Arnold credited her friendship from 1964 onwards with Tina Turner for helping to kick start her ultimately successful singing career and for acting as her mentor.
Smith and her friend Gloria Scott had arranged an audition for the three of them to replace the original Ikettes, the dancer/singer troupe that had provided the vocal and dance accompaniments for the Ike & Tina Turner Revue.
The three young women were offered the job on the spot, Smith persuaded Arnold to attend a concert in Fresno that night before making a final decision.
Arnold sang backing vocals on the Ike Turner produced side of the album River Deep – Mountain High.
"[2] Her friendship with Jagger helped her land a solo contract with Immediate Records, a label founded by Rolling Stones manager Andrew Loog Oldham.
[8] She toured with the Small Faces during 1967–68, made several TV appearances with them, and featured as backing vocalist on two of their biggest hits, "Itchycoo Park" and "Tin Soldier".
In 1968 she released the ambitious solo album Kafunta, with orchestral arrangements by John Paul Jones and including self-penned songs and covers such as "Angel of the Morning" and "Eleanor Rigby",[9] Other credits in this period include her duet with Rod Stewart on the single "Come Home Baby" (produced by Mick Jagger on Immediate Records, with Ron Wood on guitar, Keith Richards on bass, Nicky Hopkins on electric piano, Keith Emerson on Hammond organ and the Georgie Fame Brass Section), as well as Chris Farlowe's version of the Motown standard "Reach Out (I'll Be There)" (with Albert Lee on guitar and Carl Palmer on drums).
Her first backing band, the Blue Jays, had been inherited from American soul singer Ronnie Jones and included former Bluesbreakers guitarist Roger Dean.
This was followed by the Nice, whose line-up was Keith Emerson on organ, who had just quit the VIPs (later to be known as Spooky Tooth), David O'List on guitar, Lee Jackson on bass and Ian Hague on drums.
[13] Feeling out of place in the rapidly changing British music scene of the mid-1970s, Arnold and Samuels returned to her hometown of Los Angeles.
During the late 1980s and 1990s Arnold resumed an active career as a session vocalist, and her credits in this period included The KLF ("What Time Is Love?
While the production was playing in Birmingham she met leading UK band Ocean Colour Scene, one of the new wave of latter-day mod groups who (like their mentor Paul Weller), idolised the Small Faces.
Following her earlier meeting with Ocean Colour Scene with whom Arnold would eventually form a close friendship she appeared on their 1997 album "Marchin Already" which reached Number 1 in the UK album charts lending backing vocals to single "Travellers Tune" and duet lead vocals alongside Simon Fowler on 1998 single "It's a Beautiful Thing".
In 2013 Arnold participated in the project The Band of Sisters with David Mindel, a British songwriter, jingle writer and composer of music for film and television.
It brought together Arnold, Mim Grey, Tessa Niles, Lynda Hayes, Stevie Lange and Mandy Bell on the album called Issues.
Arnold was then featured in the Small Faces musical All or Nothing at the Vault Theater Waterloo in which her love affair with Steve Marriott was documented.
She also sang backing vocals alongside Madeline Bell, for the first track "Woo Sé Mama" on Paul Weller's album "A Kind Revolution" released May 2017.
The album was recorded and produced by life-long P. P. enthusiast, OCS star and Paul Weller band guitarist Steve Cradock at his Kundalini Studio in Devon, and follows on—after a 51-year gap – from the singer's first two solo albums on Immediate Records, The First Lady of Immediate and Kafunta, as well as a more recent compilation of previously unreleased material from the late '60s and '70s, The Turning Tide.
The album spans from classic orchestral soul to house music, ending with a 10-minute reading of Bob Dylan's poem "The Last Thoughts On Woody Guthrie".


*Instructions for the task:* Among the lines of the material, copy those that hold the string "title".

*Entries shown:*

————

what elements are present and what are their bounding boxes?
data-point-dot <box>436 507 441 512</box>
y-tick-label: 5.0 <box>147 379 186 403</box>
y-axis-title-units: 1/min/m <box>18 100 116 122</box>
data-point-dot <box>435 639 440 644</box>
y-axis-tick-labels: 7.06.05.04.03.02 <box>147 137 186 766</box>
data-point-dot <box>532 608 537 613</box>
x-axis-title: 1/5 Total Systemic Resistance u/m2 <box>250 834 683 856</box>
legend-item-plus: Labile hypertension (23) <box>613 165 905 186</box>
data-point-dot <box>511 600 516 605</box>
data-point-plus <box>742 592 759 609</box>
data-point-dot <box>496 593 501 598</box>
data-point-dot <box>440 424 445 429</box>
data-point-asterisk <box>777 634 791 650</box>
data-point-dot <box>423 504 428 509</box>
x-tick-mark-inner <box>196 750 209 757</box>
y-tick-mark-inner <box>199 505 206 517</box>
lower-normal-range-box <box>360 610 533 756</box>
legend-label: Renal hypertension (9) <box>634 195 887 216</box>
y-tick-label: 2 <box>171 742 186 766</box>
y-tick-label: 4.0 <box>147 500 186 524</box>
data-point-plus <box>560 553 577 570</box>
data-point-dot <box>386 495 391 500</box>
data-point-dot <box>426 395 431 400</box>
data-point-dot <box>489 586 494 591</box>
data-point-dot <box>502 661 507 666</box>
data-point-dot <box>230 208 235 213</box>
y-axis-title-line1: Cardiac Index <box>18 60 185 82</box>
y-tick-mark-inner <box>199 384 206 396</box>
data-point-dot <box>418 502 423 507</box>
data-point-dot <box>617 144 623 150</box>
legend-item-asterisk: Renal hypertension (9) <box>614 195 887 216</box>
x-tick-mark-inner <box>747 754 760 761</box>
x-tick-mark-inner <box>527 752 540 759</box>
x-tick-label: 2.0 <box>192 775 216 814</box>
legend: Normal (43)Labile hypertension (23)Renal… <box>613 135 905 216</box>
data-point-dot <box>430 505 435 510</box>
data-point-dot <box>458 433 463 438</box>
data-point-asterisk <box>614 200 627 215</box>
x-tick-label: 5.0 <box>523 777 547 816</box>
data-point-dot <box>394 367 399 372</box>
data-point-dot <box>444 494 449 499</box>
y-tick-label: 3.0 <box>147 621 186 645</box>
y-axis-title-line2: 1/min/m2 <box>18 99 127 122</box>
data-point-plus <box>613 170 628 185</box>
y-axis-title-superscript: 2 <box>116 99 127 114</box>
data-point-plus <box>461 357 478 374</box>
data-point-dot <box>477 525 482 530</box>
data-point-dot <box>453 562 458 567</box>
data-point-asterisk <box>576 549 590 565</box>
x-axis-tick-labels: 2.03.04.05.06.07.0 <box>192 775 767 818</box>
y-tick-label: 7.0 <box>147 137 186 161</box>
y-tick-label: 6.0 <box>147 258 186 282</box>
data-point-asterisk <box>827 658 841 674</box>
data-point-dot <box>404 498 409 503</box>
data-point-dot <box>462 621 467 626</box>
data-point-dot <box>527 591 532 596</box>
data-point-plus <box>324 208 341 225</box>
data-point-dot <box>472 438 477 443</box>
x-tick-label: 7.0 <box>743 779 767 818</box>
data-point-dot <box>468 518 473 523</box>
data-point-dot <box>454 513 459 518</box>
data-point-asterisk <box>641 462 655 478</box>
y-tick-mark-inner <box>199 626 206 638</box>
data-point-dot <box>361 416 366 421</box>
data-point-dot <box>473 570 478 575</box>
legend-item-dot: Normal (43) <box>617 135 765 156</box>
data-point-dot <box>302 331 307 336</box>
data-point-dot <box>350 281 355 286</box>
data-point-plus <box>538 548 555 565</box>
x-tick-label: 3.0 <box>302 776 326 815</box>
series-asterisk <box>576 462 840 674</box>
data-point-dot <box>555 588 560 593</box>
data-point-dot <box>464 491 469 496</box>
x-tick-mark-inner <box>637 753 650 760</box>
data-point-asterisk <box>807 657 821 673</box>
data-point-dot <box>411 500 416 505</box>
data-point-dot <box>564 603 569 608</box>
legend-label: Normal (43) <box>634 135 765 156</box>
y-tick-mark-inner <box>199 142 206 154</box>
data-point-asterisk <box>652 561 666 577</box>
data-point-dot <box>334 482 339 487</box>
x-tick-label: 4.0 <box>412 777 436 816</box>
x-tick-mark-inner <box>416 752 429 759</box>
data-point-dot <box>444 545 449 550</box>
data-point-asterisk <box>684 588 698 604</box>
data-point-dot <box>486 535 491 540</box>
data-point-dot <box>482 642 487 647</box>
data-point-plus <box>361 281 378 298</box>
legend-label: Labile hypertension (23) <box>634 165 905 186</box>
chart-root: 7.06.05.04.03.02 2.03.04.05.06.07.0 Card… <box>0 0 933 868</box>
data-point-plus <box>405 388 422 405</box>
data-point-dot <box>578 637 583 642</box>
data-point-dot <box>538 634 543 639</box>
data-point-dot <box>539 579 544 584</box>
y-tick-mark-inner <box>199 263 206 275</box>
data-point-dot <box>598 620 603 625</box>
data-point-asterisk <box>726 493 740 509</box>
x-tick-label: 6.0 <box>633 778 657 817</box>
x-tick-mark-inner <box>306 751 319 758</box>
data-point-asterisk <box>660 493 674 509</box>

————

*Output:*
y-axis-title-units: 1/min/m <box>18 100 116 122</box>
x-axis-title: 1/5 Total Systemic Resistance u/m2 <box>250 834 683 856</box>
y-axis-title-line1: Cardiac Index <box>18 60 185 82</box>
y-axis-title-line2: 1/min/m2 <box>18 99 127 122</box>
y-axis-title-superscript: 2 <box>116 99 127 114</box>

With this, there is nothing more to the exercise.